The Changing Nature of War?

This from Dexter Filkins writing in the New Yorker about the revocation of the U.S. military's ban on women in combat irked me:
Notions of equality aside, the real factor that rendered the “non-combat” distinction meaningless was the changing nature of the wars. In an old-style conflict like, say, the Second World War, big, uniformed armies squared off against other big, uniformed armies. In a war like that, driving a truck in a supply convoy, or briefing reporters on the days’ events, could be deemed relatively safe. As long as you were behind the lines, your chances of getting killed were small. But in Iraq and Afghanistan there are no front lines. Or, as the troops on the ground say, the front line is where you are.
Filkins is write that insurgencies are messy and are largely fought without front lines in the way we often imagine European-style warfare in the nineteenth and twentieth centuries.  But insurgencies are not new and that the United States has faced two in the last twelve years is hardly reflective of the changing nature of war.  

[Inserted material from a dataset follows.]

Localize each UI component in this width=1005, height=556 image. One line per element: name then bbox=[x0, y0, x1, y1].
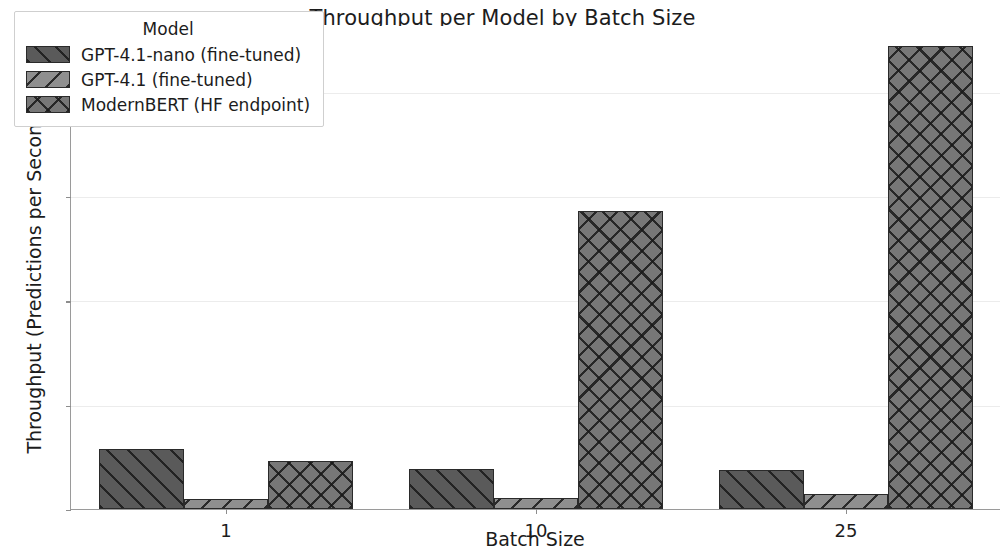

Don't misunderstand me: Filkins' point that the distinction between combat and non-combat jobs--and the supposed protection this distinction afforded female servicemembers--was fairly meaningless in Iraq and Afghanistan is not lost on me.  But Filkins wrongly locates the cause of the distinction's meaninglessness in a non-existent paradigm shift in the nature of warfare itself.  It is not warfare that has changed but the composition of the U.S. armed forces.  Even in Filkins' imagined World War II, women driving supply convoys  would be frequent targets of attack.  Airborne interdiction played a prominent role in World War II.  In North Africa and the Italian campaign, for example, the U.S. Army Air Corps attacked supply depots, ports, and even the ferries traveling over the Messina Straits.  Had women soldiers been used by Axis forces to pilot those ferries or load or unload materiel at ports, then female soldiers would have been killed there.   

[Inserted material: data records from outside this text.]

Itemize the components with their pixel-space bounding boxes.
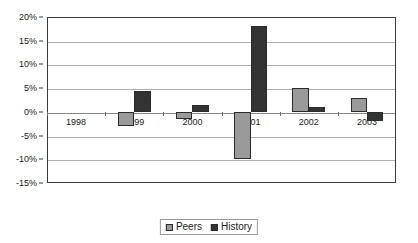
bar-peers-2000	[176, 112, 192, 119]
y-tick-mark	[39, 111, 43, 112]
y-tick-mark	[39, 88, 43, 89]
gridline--15	[48, 184, 395, 185]
bar-peers-2003	[351, 98, 367, 112]
y-tick-label: -15%	[16, 179, 37, 188]
bar-history-1999	[134, 91, 150, 112]
legend-label: Peers	[176, 222, 202, 232]
y-tick-label: 5%	[24, 84, 37, 93]
y-tick-label: 10%	[19, 60, 37, 69]
bar-peers-1999	[118, 112, 134, 126]
legend-swatch-icon	[166, 224, 173, 231]
y-tick-mark	[39, 183, 43, 184]
legend: PeersHistory	[160, 219, 258, 235]
legend-entry-history[interactable]: History	[211, 222, 252, 232]
y-tick-mark	[39, 135, 43, 136]
legend-label: History	[221, 222, 252, 232]
y-tick-label: -5%	[21, 131, 37, 140]
y-tick-mark	[39, 40, 43, 41]
y-tick-mark	[39, 64, 43, 65]
y-tick-label: 15%	[19, 36, 37, 45]
bar-history-2003	[367, 112, 383, 121]
bar-chart: 20%15%10%5%0%-5%-10%-15% 199819992000200…	[0, 0, 418, 243]
bar-history-2000	[192, 105, 208, 112]
bar-peers-2001	[234, 112, 250, 159]
y-tick-label: -10%	[16, 155, 37, 164]
y-axis: 20%15%10%5%0%-5%-10%-15%	[0, 17, 43, 183]
y-tick-label: 20%	[19, 13, 37, 22]
bar-history-2001	[251, 26, 267, 111]
y-tick-label: 0%	[24, 107, 37, 116]
legend-entry-peers[interactable]: Peers	[166, 222, 202, 232]
legend-swatch-icon	[211, 224, 218, 231]
y-tick-mark	[39, 17, 43, 18]
y-tick-mark	[39, 159, 43, 160]
bar-history-2002	[309, 107, 325, 112]
bar-peers-2002	[292, 88, 308, 112]
bars-layer	[47, 17, 396, 183]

Wednesday, January 23, 2013

Diplomacy Isn't Dead

This post is cross-listed on DC Exile and From Corn Fields to the Capitol, Jason's new wider ranging blog.

Writing in the New York Times, Roger Cohen has a column up claiming flatly "[d]iplomacy is dead." He feels the U.S. will never achieve a diplomatic accomplishment to rival Nixon's trip to China or the peaceful dissolution of the Soviet Union.  While, I'm inclined to agree on the latter example, I think Mr. Cohen doth protest too much declaring diplomacy dead.

He rightfully criticizes our current age of, "impatience, changeableness, palaver, small-mindedness and an unwillingness to talk to bad guys." He notes the role of professional diplomats has been squeezed in this country because of our post-9/11 focus on non-state actors, which have more visibly involved the armed forces and the CIA, then the State Department. Again, I agree.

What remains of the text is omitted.